Options
2022
Conference Paper
Title
Region of interest based non-dominated sorting genetic algorithm-II
Title Supplement
An invite and conquer approach
Abstract
Evolutionary multi-objective optimization plays a vital role in solving many complex real-world optimization problems. Numerous approaches have been
proposed over the years, and popular methods such as NSGA and its variants incorporate non-dominated sorting selection into evolutionary genetic
algorithms to extract competing Pareto-optimal solutions from all over the objective space. However, in applications where the decision-maker is interested
in a region of interest, a global optimization wastes effort to find irrelevant solutions outside of the preferred region. In this work, we propose an approach
named ROI-NSGA-II to limit the optimization effort to a region of interest defined by the boundaries provided by the decision-maker. The ROI-NSGA-II invites
the classical NSGA-II algorithm into the desired region using a modified dominance relation and conquers solutions within this region using a modified
crowding distance based selection. The effectiveness of our approach is demonstrated on a set of benchmark problems with up to ten objectives and a
real-world application, and the results are compared to a state-of-the-art R-NSGA-II.
proposed over the years, and popular methods such as NSGA and its variants incorporate non-dominated sorting selection into evolutionary genetic
algorithms to extract competing Pareto-optimal solutions from all over the objective space. However, in applications where the decision-maker is interested
in a region of interest, a global optimization wastes effort to find irrelevant solutions outside of the preferred region. In this work, we propose an approach
named ROI-NSGA-II to limit the optimization effort to a region of interest defined by the boundaries provided by the decision-maker. The ROI-NSGA-II invites
the classical NSGA-II algorithm into the desired region using a modified dominance relation and conquers solutions within this region using a modified
crowding distance based selection. The effectiveness of our approach is demonstrated on a set of benchmark problems with up to ten objectives and a
real-world application, and the results are compared to a state-of-the-art R-NSGA-II.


WHAT YOU NEED TO DO: For the records below, report how many lines include the word "pelvis". Only the number should appear.

[Items from a figure collection]
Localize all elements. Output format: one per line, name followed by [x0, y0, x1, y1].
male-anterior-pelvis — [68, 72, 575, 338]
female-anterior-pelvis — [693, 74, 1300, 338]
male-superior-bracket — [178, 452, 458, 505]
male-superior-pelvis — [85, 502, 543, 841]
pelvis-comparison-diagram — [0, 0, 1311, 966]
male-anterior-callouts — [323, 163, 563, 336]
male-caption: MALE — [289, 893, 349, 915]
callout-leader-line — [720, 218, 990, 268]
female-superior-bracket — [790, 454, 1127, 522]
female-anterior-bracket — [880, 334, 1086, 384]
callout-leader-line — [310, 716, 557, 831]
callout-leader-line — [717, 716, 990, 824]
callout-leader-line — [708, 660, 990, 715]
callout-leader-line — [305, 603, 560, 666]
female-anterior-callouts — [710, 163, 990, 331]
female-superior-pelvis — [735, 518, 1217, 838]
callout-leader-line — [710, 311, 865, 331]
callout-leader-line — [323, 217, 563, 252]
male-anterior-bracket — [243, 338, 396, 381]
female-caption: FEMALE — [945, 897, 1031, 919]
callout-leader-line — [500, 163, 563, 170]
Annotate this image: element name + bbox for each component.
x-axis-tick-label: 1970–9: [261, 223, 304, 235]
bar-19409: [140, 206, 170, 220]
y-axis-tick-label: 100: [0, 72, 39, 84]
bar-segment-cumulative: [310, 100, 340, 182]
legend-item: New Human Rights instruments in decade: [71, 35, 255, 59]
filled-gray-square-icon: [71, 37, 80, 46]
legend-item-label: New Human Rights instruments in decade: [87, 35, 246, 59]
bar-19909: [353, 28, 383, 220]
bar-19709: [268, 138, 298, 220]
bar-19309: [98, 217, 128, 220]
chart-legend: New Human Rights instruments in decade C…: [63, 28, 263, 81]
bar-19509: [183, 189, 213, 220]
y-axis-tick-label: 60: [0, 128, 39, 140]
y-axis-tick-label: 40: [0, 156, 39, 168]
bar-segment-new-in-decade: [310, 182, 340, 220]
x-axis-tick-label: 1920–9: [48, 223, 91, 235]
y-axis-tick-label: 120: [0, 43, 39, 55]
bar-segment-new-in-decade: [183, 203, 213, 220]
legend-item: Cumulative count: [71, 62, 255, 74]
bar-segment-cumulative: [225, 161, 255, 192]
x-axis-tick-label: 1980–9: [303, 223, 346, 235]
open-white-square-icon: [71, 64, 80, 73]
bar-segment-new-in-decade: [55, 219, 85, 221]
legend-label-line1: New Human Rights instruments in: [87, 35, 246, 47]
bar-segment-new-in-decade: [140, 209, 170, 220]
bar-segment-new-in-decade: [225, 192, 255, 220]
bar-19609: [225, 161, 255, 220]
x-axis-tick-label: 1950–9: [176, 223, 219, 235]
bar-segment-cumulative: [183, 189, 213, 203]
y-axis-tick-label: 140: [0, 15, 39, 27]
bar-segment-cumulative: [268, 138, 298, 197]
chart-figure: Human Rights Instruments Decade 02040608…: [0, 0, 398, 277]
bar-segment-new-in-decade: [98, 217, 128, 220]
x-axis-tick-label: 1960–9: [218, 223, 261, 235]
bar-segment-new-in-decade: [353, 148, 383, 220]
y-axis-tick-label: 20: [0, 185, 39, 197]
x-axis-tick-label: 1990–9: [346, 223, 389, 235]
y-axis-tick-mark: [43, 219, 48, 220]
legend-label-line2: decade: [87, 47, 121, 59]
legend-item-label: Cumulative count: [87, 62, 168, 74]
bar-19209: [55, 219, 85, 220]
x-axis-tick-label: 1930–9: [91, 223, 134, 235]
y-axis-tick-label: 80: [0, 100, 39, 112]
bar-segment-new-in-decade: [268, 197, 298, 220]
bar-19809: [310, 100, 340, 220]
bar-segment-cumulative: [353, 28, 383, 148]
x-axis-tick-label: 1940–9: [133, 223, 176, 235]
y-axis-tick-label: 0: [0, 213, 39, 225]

SOLUTION TO THIS PROBLEM: 5